When Robert Burns called the Scottish parliamentarians who ratified the Treaty of Union of 1707 "a parcel of rogues in a nation", he could hardly have envisaged a bunch as venal as those depicted in Tim Barrow's new play, Union.
From the Duke of Queensberry (a drunken, whoring vulgarian) to the Earl of Stair ("the Butcher of Glencoe"), the politicians of the early 18th century, as portrayed by Barrow, make our current crop look like saints.
The Scottish parliament's allegiance to the new United Kingdom of Great Britain is far from the only oath being sworn in the drama. The Lyceum company surely hasn't presented language this profane, or sexuality this bawdy, since the staging in 2002 of Howard Barker's superb drama Victory (a vivid reimagining of the Restoration of the English monarchy in 1660).
The ambition of Barrow's play is admirable. Shifting back and forth between a dodgy Edinburgh drinking hole (anonymous enough, think Queensberry & Co, to conduct their shenanigans) and Kensington Palace (where a tormented Queen Anne takes a bankrupt Caledonia to her childless bosom), its scope is positively Barkerian.
The resemblance to a Barker play breaks down, however, in Union's lumbering, almost three-hour structure and the unsubtle metaphorical parallel drawn between the fates of two Edinburgh prostitutes and Scotland itself. The dramaturgical difficulties are not assisted by director Mark Thomson's uneven casting. Liam Brennan, for instance, makes a brilliant monster of Queensberry. However, one wonders about the wisdom of foisting the significant role of Jacobite poet Allan Ramsay upon the undergraduate shoulders of young Josh Whitelaw.
Praise is due to both the Lyceum and Barrow for a courageous piece of pre-referendum theatre. However, like the Treaty of Union itself perhaps, it should be remembered as a frustrating combination of success and failure.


Work required
Whenever "billion" appears in a line, please copy that line from the data.
***
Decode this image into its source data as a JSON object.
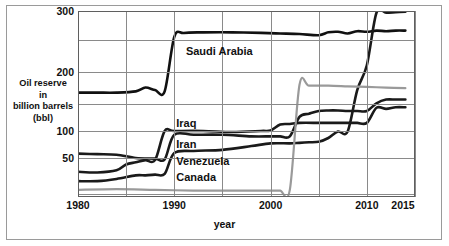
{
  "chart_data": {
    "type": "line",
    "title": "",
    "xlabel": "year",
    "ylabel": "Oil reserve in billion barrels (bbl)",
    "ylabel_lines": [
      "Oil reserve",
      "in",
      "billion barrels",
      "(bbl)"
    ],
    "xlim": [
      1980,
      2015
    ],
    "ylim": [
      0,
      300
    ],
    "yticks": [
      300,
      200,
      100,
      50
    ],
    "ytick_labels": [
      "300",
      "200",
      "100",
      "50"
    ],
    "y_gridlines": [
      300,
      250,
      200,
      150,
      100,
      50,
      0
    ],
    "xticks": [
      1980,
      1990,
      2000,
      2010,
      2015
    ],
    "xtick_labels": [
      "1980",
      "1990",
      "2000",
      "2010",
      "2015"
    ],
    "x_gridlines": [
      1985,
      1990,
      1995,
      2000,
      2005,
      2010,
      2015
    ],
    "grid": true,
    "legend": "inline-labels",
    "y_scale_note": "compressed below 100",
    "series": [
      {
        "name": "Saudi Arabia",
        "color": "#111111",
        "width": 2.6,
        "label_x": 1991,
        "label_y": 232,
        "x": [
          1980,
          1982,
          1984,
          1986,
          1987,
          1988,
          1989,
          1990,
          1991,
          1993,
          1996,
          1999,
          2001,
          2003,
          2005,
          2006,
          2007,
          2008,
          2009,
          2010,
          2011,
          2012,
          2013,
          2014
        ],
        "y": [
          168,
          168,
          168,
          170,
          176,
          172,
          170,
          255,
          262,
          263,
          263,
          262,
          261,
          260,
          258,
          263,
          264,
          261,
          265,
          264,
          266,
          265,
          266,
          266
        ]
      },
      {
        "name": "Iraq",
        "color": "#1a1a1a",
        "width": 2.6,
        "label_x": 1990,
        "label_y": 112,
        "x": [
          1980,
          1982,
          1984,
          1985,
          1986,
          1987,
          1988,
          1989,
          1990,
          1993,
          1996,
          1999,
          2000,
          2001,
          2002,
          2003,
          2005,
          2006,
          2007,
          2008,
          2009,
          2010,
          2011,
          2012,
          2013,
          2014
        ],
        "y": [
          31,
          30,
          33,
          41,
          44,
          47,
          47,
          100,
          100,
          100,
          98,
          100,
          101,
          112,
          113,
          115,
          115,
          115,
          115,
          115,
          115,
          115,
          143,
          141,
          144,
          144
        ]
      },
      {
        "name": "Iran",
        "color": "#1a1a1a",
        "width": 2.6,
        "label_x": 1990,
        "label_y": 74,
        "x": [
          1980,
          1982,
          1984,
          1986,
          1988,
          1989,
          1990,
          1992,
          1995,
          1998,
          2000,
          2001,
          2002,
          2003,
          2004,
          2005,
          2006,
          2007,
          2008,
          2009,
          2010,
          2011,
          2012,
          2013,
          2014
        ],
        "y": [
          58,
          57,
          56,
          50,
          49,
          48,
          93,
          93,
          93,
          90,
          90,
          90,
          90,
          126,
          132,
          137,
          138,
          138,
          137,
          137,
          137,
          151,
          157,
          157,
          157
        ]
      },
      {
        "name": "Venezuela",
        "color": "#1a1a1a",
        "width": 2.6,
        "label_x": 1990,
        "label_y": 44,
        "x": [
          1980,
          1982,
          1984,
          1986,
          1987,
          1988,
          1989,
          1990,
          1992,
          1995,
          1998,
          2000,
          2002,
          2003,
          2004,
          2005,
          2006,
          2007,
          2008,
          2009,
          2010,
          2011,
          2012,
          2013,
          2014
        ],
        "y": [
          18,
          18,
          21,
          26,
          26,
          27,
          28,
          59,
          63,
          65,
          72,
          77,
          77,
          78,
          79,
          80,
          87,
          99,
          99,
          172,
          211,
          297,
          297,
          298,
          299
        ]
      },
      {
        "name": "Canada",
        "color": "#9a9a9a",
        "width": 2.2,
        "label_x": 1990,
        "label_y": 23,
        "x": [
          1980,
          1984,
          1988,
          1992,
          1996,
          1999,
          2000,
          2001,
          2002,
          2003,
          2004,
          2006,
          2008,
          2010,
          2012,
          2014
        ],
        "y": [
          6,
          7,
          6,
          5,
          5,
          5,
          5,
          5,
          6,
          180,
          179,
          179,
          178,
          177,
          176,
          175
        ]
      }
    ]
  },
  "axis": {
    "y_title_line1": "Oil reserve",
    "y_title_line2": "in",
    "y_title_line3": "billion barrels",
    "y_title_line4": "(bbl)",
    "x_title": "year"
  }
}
***
Response
    "ylabel": "Oil reserve in billion barrels (bbl)",
      "billion barrels",
    "y_title_line3": "billion barrels",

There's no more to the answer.